Born Samuel Berger in Paris to Polish immigrants, Sam Szafran took the maiden name of his mother when he began signing his works in the 1960s. Although briefly enrolled at the Académie de la Grande-Chaumière in Paris in the mid-1950s, Szafran was largely self-taught as an artist. He exhibited at the Salon des Indépendants in 1957 and at the Salon des Réalités Nouvelles two years later.
While Szafran’s earliest work was based on abstraction, he began to depict representational subjects – drawn in pastel, charcoal or watercolour – from around 1960 onwards. Though he seemed to have been content with studying a limited range of themes, notably studio interiors, staircases and plant forms, Szafran also produced numerous drawings, each characterised by a very skilful handling of the medium and an abiding interest in perspectival effects.
Between 1958 and 1965, Szafran produced one of his first series of pastel works – large-scale creations depicting heads of cabbages – which also marked his turn from abstraction to figuration. (ECKART ASIA has one of these works in its collection.) The vegetable reminded him of his youth when he would take trips with his father to the market in Paris. It was also likely a staple of his diet during the penurious years of his early career. As one scholar has noted, ‘the artist executed numerous variations on heads of cabbage, a vegetable familiar to him from his childhood…In 1961-62, the nourishing and cheap post-war vegetable became the young artist’s study object of preference.’
When Szafran began working in the medium of pastel he said, ‘If I had known what I was letting myself in for, I probably would never have bought my first box of pastels. I found myself in 1958, fresh from abstract art, in front of these little multicoloured sticks like a poverty-stricken child in a Belgian or Swiss delicatessen amidst an abundance of candy and cakes, and I seized them without even thinking. For 20 years, I threw myself into this technique because I was incapable of mastering it.’

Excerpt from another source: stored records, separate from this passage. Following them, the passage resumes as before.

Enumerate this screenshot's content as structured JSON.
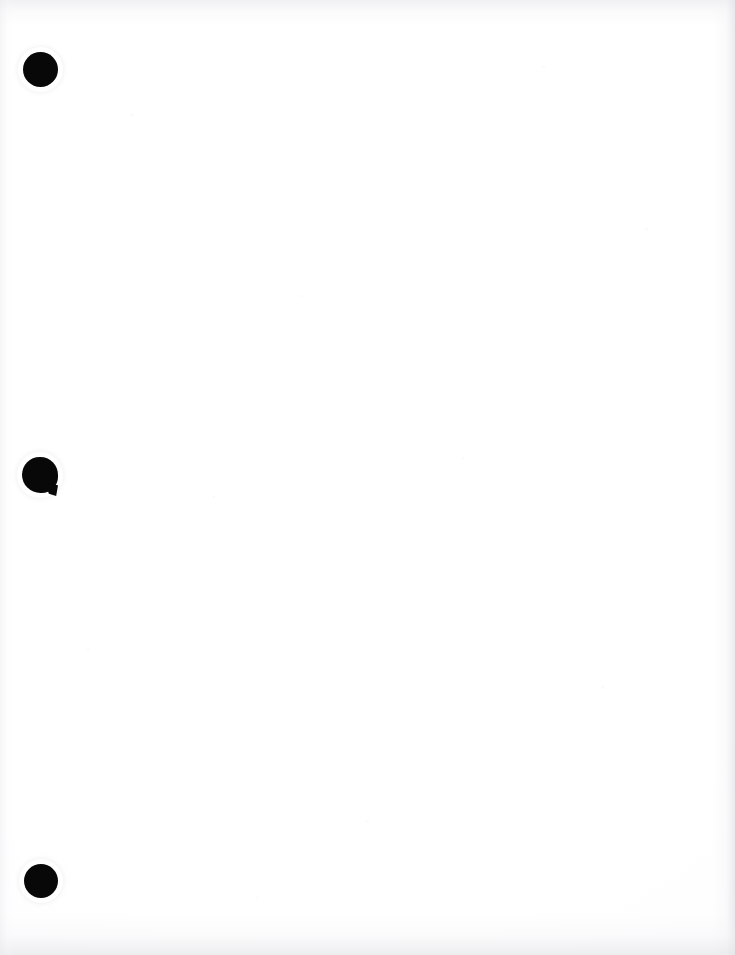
{
  "document": {
    "kind": "scanned-page",
    "page_state": "blank",
    "body_text": "",
    "visible_text": "",
    "page_width": 735,
    "page_height": 955,
    "background_color": "#ffffff",
    "ink_color": "#080808"
  },
  "binder_holes": {
    "count": 3,
    "margin_side": "left",
    "items": [
      {
        "id": "hole-1",
        "position_label": "top",
        "shape": "circle",
        "x": 23,
        "y": 52,
        "width": 35,
        "height": 35,
        "color": "#080808",
        "damaged": false
      },
      {
        "id": "hole-2",
        "position_label": "middle",
        "shape": "circle-with-tear",
        "x": 22,
        "y": 457,
        "width": 36,
        "height": 36,
        "color": "#080808",
        "damaged": true,
        "tear_note": "small torn tab at lower-right edge"
      },
      {
        "id": "hole-3",
        "position_label": "bottom",
        "shape": "circle",
        "x": 24,
        "y": 864,
        "width": 34,
        "height": 34,
        "color": "#080808",
        "damaged": false
      }
    ]
  },
  "scan_artifacts": {
    "edge_shading_color": "#e2e3e6",
    "speckle_color": "#e6e7ea",
    "edges": [
      "top",
      "right",
      "bottom",
      "left"
    ]
  }
}
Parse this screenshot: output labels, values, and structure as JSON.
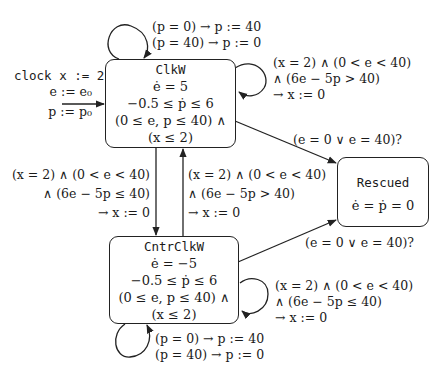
{
  "diagram": {
    "type": "hybrid-automaton",
    "initial": {
      "lines": [
        "clock x := 2",
        "e := e₀",
        "p := p₀"
      ]
    },
    "states": [
      {
        "id": "clkw",
        "name": "ClkW",
        "lines": [
          "ė = 5",
          "−0.5 ≤ ṗ ≤ 6",
          "(0 ≤ e, p ≤ 40) ∧",
          "(x ≤ 2)"
        ]
      },
      {
        "id": "cntrclkw",
        "name": "CntrClkW",
        "lines": [
          "ė = −5",
          "−0.5 ≤ ṗ ≤ 6",
          "(0 ≤ e, p ≤ 40) ∧",
          "(x ≤ 2)"
        ]
      },
      {
        "id": "rescued",
        "name": "Rescued",
        "lines": [
          "ė = ṗ = 0"
        ]
      }
    ],
    "transitions": [
      {
        "id": "clkw-self-p",
        "from": "ClkW",
        "to": "ClkW",
        "lines": [
          "(p = 0) → p := 40",
          "(p = 40) → p := 0"
        ]
      },
      {
        "id": "clkw-self-x",
        "from": "ClkW",
        "to": "ClkW",
        "lines": [
          "(x = 2) ∧ (0 < e < 40)",
          "∧ (6e − 5p > 40)",
          "→ x := 0"
        ]
      },
      {
        "id": "clkw-to-cntr",
        "from": "ClkW",
        "to": "CntrClkW",
        "lines": [
          "(x = 2) ∧ (0 < e < 40)",
          "∧ (6e − 5p ≤ 40)",
          "→ x := 0"
        ]
      },
      {
        "id": "cntr-to-clkw",
        "from": "CntrClkW",
        "to": "ClkW",
        "lines": [
          "(x = 2) ∧ (0 < e < 40)",
          "∧ (6e − 5p > 40)",
          "→ x := 0"
        ]
      },
      {
        "id": "clkw-to-rescued",
        "from": "ClkW",
        "to": "Rescued",
        "lines": [
          "(e = 0 ∨ e = 40)?"
        ]
      },
      {
        "id": "cntr-to-rescued",
        "from": "CntrClkW",
        "to": "Rescued",
        "lines": [
          "(e = 0 ∨ e = 40)?"
        ]
      },
      {
        "id": "cntr-self-x",
        "from": "CntrClkW",
        "to": "CntrClkW",
        "lines": [
          "(x = 2) ∧ (0 < e < 40)",
          "∧ (6e − 5p ≤ 40)",
          "→ x := 0"
        ]
      },
      {
        "id": "cntr-self-p",
        "from": "CntrClkW",
        "to": "CntrClkW",
        "lines": [
          "(p = 0) → p := 40",
          "(p = 40) → p := 0"
        ]
      }
    ]
  }
}
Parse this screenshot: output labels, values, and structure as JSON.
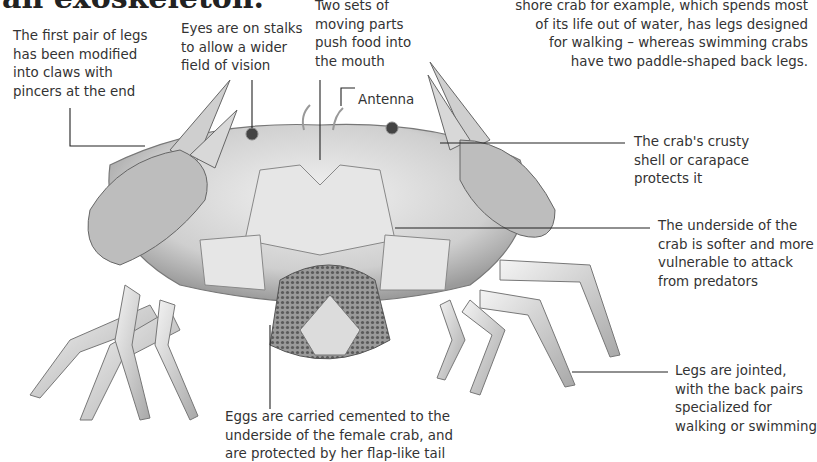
{
  "title": "an exoskeleton.",
  "intro_text": "shore crab for example, which spends most\nof its life out of water, has legs designed\nfor walking – whereas swimming crabs\nhave two paddle-shaped back legs.",
  "labels": {
    "claws": "The first pair of legs\nhas been modified\ninto claws with\npincers at the end",
    "eyes": "Eyes are on stalks\nto allow a wider\nfield of vision",
    "mouthparts": "Two sets of\nmoving parts\npush food into\nthe mouth",
    "antenna": "Antenna",
    "shell": "The crab's crusty\nshell or carapace\nprotects it",
    "underside": "The underside of the\ncrab is softer and more\nvulnerable to attack\nfrom predators",
    "legs": "Legs are jointed,\nwith the back pairs\nspecialized for\nwalking or swimming",
    "eggs": "Eggs are carried cemented to the\nunderside of the female crab, and\nare protected by her flap-like tail"
  },
  "colors": {
    "shell": "#cfcfcf",
    "shell_dark": "#8a8a8a",
    "eggs": "#6d6d6d",
    "leader": "#222222"
  }
}
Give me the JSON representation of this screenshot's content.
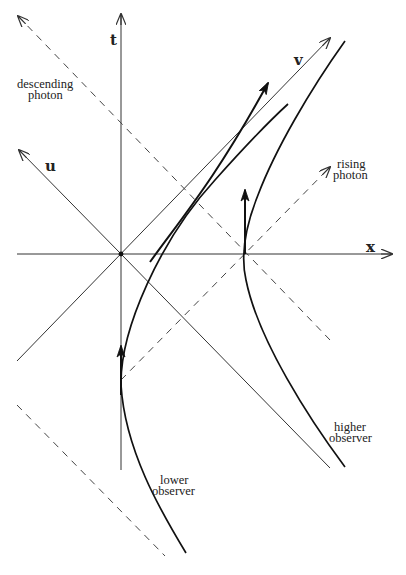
{
  "diagram": {
    "axes": {
      "t": "t",
      "x": "x",
      "u": "u",
      "v": "v"
    },
    "labels": {
      "descending_photon_line1": "descending",
      "descending_photon_line2": "photon",
      "rising_photon_line1": "rising",
      "rising_photon_line2": "photon",
      "higher_observer_line1": "higher",
      "higher_observer_line2": "observer",
      "lower_observer_line1": "lower",
      "lower_observer_line2": "observer"
    },
    "colors": {
      "stroke": "#333333",
      "worldline": "#111111",
      "background": "#ffffff"
    },
    "origin": [
      121,
      254
    ]
  }
}
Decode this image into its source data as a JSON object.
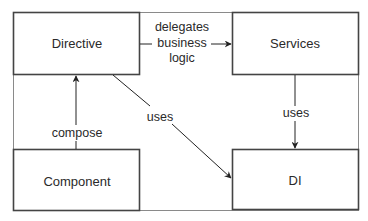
{
  "diagram": {
    "nodes": [
      {
        "id": "directive",
        "label": "Directive"
      },
      {
        "id": "services",
        "label": "Services"
      },
      {
        "id": "component",
        "label": "Component"
      },
      {
        "id": "di",
        "label": "DI"
      }
    ],
    "edges": [
      {
        "from": "directive",
        "to": "services",
        "label_lines": [
          "delegates",
          "business",
          "logic"
        ]
      },
      {
        "from": "component",
        "to": "directive",
        "label": "compose"
      },
      {
        "from": "directive",
        "to": "di",
        "label": "uses"
      },
      {
        "from": "services",
        "to": "di",
        "label": "uses"
      }
    ]
  }
}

From 1965, Szafran’s work was exhibited extensively in France and Switzerland, and rarely elsewhere. A retrospective exhibition of his drawings, pastels, watercolours and sculptures was held at the Fondation Pierre Gianadda in Martigny, Switzerland from 1999 to 2000 and another in 2013, and was followed by further retrospectives at the Max Ernst Museum in Brühl, Germany from 2010 to 2011. Following Szafran’s death in 2019, a large commemorative exhibition at the Musée de l’Orangerie in Paris from 2022 to 2023 drew some 330,000 visitors. A permanent gallery devoted to Szafran’s work was established in 2015 at the Fondation Pierre Gianadda. Other works by the artist are in the collections of the Metropolitan Museum of Art and the Museum of Modern Art in New York, the Centre National d’Art Contemporain, Musée d’Orsay and Musée d’Art Moderne in Paris, the Hirshhorn Museum and Sculpture Garden in Washington, D.C.